The lift at the hotel was very small, but then it was a small hotel, family-run, in a historic building, and close to the Forum… Colin hoped these advantages were evident to Archie as he edged into the space between him and the porter and their two cases. Despite the awkward comedy of the lift, he had a sense of ritual, in being taken upstairs, with a handsome young man, to the bedroom he knew already from the website, with its view of the Forum, its cable TV, and its ‘matrimonial bed’. That matrimonial bed was a bold decision, but the smiling porter seemed to solemnize it. He wasn’t really a porter, he was Silvio, the son of the owner. As the lift door closed they all started speaking in Italian at the same time, so that Colin missed what Silvio was saying, quickly and humorously, to Archie — it was something to do with the telephone. Archie frowned and shook his head as if to close the subject, and shifted to give Colin a wide close-up smile. It was a smile that seemed full of shared expectancy. Colin blushed and looked down, abashed by the presence of Silvio, who was laughing contentedly.

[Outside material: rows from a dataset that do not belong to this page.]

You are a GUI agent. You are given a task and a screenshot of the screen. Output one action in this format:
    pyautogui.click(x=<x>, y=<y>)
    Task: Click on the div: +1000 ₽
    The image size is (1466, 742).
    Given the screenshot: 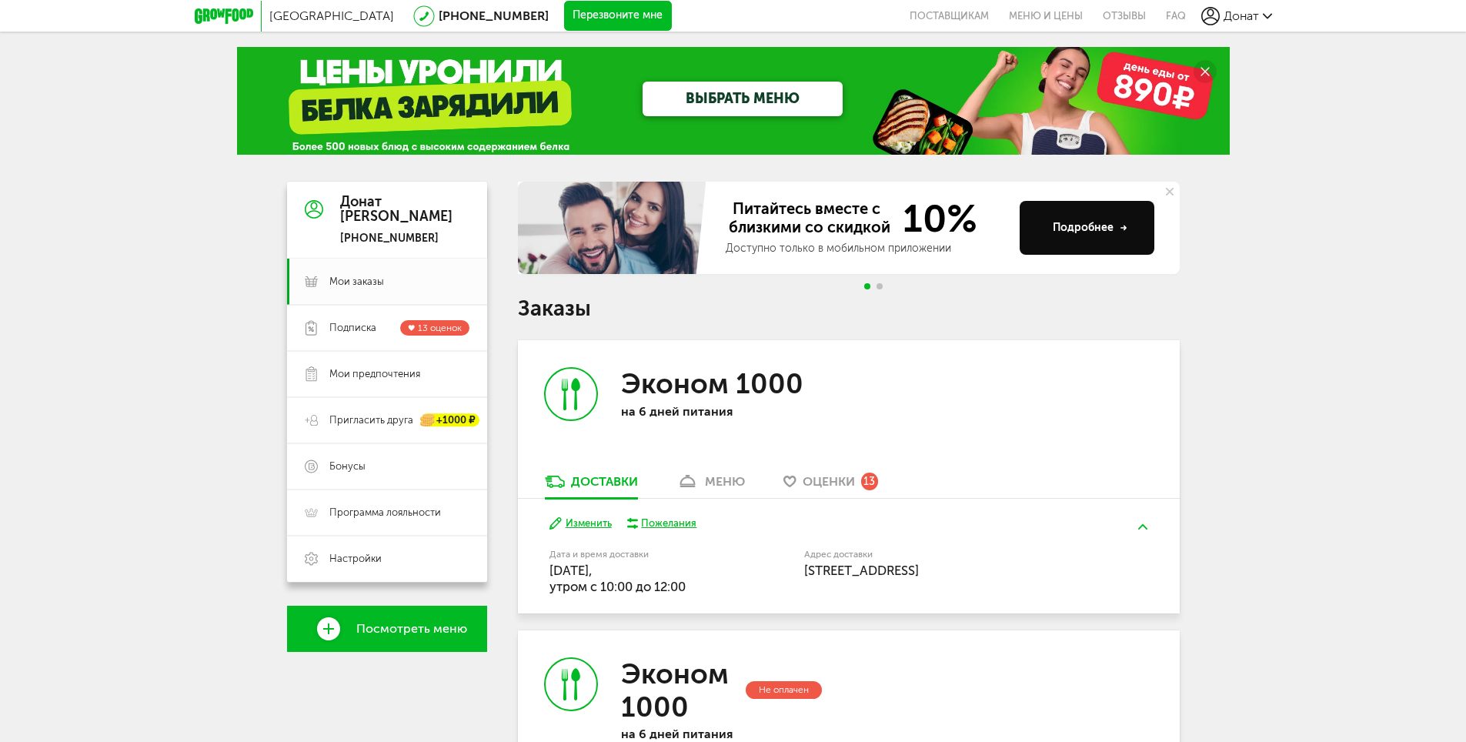 What is the action you would take?
    pyautogui.click(x=450, y=420)
    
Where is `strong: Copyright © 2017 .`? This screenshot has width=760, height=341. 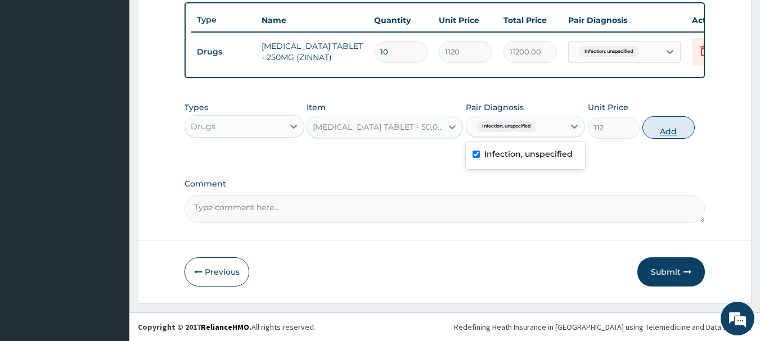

At the end of a narrow landing Silvio unlocked a door and went ahead of them into a room of which all Colin saw at first was a wardrobe and a shuttered window and the high coving of the ceiling. Archie strolled in after him, with a quick scanning glance, and Colin, his smile in the mirror looking almost sarcastic with tension, came last. ‘Ah…’ he said, as Silvio brandished the TV control and then crossed to open the bathroom door. ‘Um…!’ — for a minute Colin’s Italian failed him; while Archie was saying, ‘Perfetto!’ and pressing an absurdly large tip into Silvio’s hand. ‘Um…yes,’ said Colin, scrambling to repossess himself and looking round, as the door closed and they were left alone, at the wardrobe, and the bowl of fruit, and the two high bolstered single beds.